Hamdi Ulukaya, the Kurdish entrepreneur, born in Turkey, who founded and is the majority owner of Chobani Yogurt, has publicly stated that 30 percent of his company’s 2,000 employees are refugees.

While it is not known how many of the more than one thousand refugees who have been resettled in Twin Falls by the CSIRP over the past decade have been hired to work at the local Chobani Yogurt plant, sources tell Breitbart News it is a significant number.

As the local Twin Falls Times-News reported back in July 2012, Chobani’s arrival generated a great deal of public enthusiasm at the time:

Like the others who stood in line with him, [Kirk] Woolman was one of the hundreds of job applicants who showed up at the Chobani job fair on Friday.

Due to the high amount of interest, the applicant line snaked its way throughout the College of Southern Idaho’s Herrett Center for Arts and Science and all of the way out the door.

By July 1, the Greek yogurt manufacturer must fill hundreds of jobs before opening its new production plant in Twin Falls.

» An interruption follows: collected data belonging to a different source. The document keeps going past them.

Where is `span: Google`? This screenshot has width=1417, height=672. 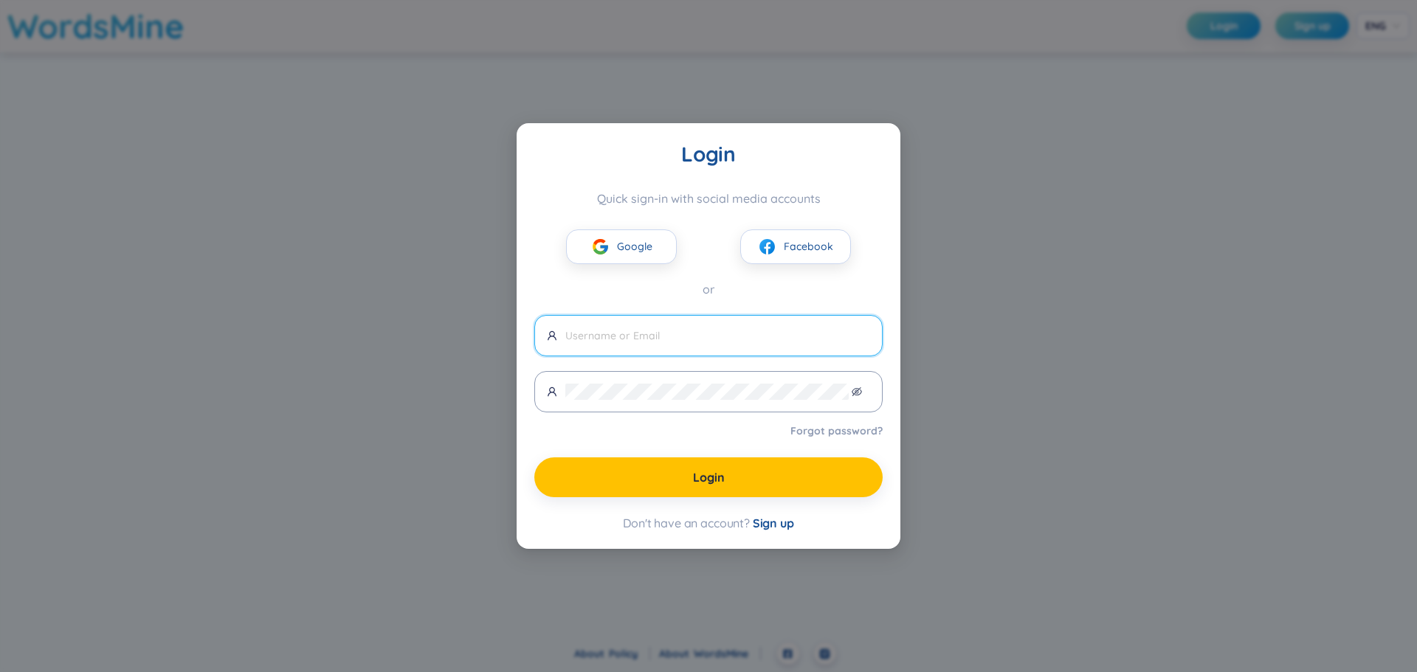 span: Google is located at coordinates (635, 247).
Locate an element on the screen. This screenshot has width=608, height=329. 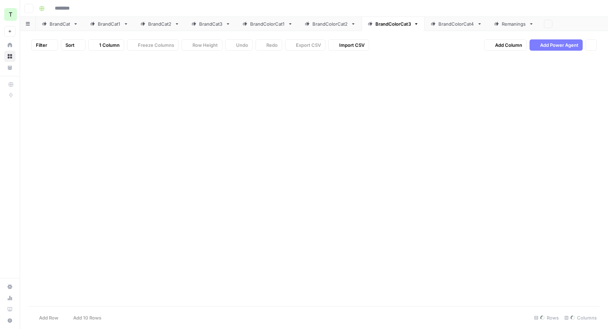
button: Row Height is located at coordinates (202, 45).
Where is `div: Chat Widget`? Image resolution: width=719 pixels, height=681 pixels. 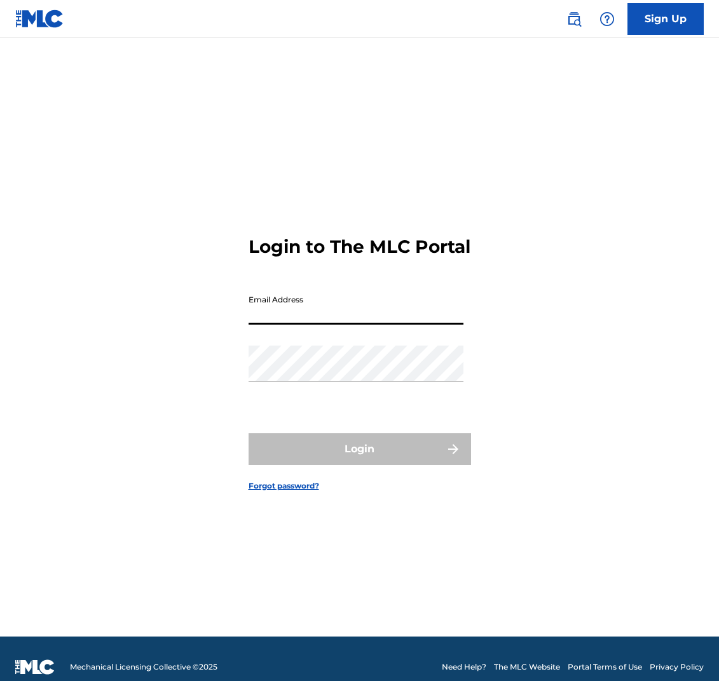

The majority of the top-level management positions have already been filled, but production and support staff positions still remain open.

Standing with Woolman were plenty of other seasonal and part-time employees who also sought better jobs. Some were older, dressed in suits and carrying several copies of freshly printed resumes. Others wore jeans and swapped tips on how to interview successfully.

After making it to the end of the line, Idaho Department of Labor representatives greeted the applicants at the entrance of the interview room. After standing for more than an hour, applicants were allowed a chance to sit while waiting on an interview with a Chobani representative.

Chobani will eventually hire 400 employees to run the new plant, but won’t hire them all at once, said Eric Nielson, the company’s human resource manager.

“When we open in the summer, we won’t be running at full capacity,” he said. “We’ll begin operating in phases. It may take a few months before we need the full 400 jobs.”

For Woolman, the job fair was a chance to land a permanent job. After working a series of seasonal stints for the past few months, the Hagerman resident is looking for full-time work.

The promise of most of Chobani’s wages starting at $14 per hour was another incentive for his interest.

By the time the grand opening was held in December 2012, the local NPR affiliate offered this slightly less boosterish report:

In November 2011, the New York-based Greek yogurt maker Chobani announced plans to build a multimillion dollar manufacturing facility in Twin Falls, Idaho, with plans to hire 400 people.

Today, 13 months later, Chobani’s Twin Falls facility holds its grand opening. New numbers show the yogurt maker hired fewer people than expected, and collected more subsidies than first reported.

A press release for today’s event says Chobani is opening with “over 300″ employees.The New York Times reports the Twin Falls facility has 300 employees. That’s 100 fewer jobs than Chobani first announced, but Twin Falls City Manager Travis Rothweiler says there are more jobs to come. He anticipates Chobani will employ up to 500 people once the facility is running at full capacity.

Breitbart News has found no evidence that local media outlets in the area – the Twin Falls Times-News, KMVT television, or the Idaho Statesman – were aware of or reported on the significant increase in active TB cases diagnosed in the Twin Falls area between 2012 and 2014.